The Justice Department has noted that in court it has been proven that “weapons used and carried on Capitol grounds include firearms; OC spray; tasers; edged weapons, including a sword, axes, hatchets, and knives; and makeshift weapons, such as destroyed office furniture, fencing, bike racks, stolen riot shields, baseball bats, hockey sticks, flagpoles, PVC piping, and reinforced knuckle gloves.”
More than 1,500 people have been federally charged with crimes associated with the Capitol attack, the Justice Department said earlier this year. That includes 571 charged with assaulting, resisting, or impeding law enforcement agents and 171 defendants charged with entering a restricted area with a dangerous or deadly weapon.
At least 943 individuals have pleaded guilty — including 161 who pleaded guilty to assaulting law enforcement and 67 who pleaded guilty to assaulting law enforcement with a dangerous or deadly weapon — and an additional 195 people have been found guilty at trial.
Approximately 140 law enforcement officers were injured during the riot, the DOJ has said.
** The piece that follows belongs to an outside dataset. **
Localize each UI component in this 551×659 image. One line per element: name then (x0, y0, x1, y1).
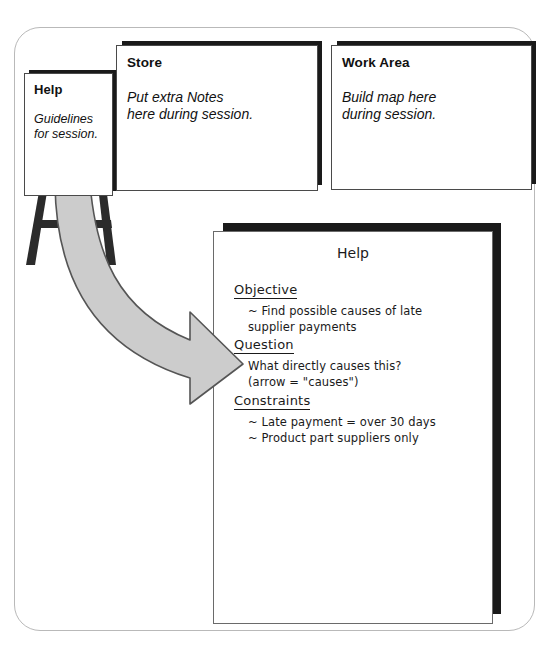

Jan. 6 began with Trump’s speech at the Ellipse, in which he did tell supporters to march “peacefully and patriotically” to the Capitol, as he now likes to note, but also stoked tensions by saying they have to “fight like hell” or they wouldn’t have a country.
“But that was a day of love,” Trump said at the Univision town hall. “From the standpoint of the millions, it’s like hundreds of thousands. It could have been the largest group I’ve ever spoken to before. They asked me to speak. I went and I spoke, and I used the term ‘peacefully and patriotically.'”
The comments come as Trump and his running mate Ohio Sen. JD Vance continue to deny the 2020 election outcome and downplay what transpired on Jan. 6.
Vance on Wednesday when asked if Trump lost the election replied, “No, I think there are serious problems in 2020 so did Donald Trump lose the election? Not by the words that I would use.”
Vance has also said he wouldn’t have certified the election were he in Pence’s shoes in 2021.
The election denialism and Jan. 6 comments have prompted swift push back from Democrats and Vice President Kamala Harris. Harris has cast Trump as a threat to democracy as the 2024 campaign enters its final weeks.
ABC News’ Jack Date, Soorin Kim, Lalee Ibssa and Kelsey Walsh contributed to this report.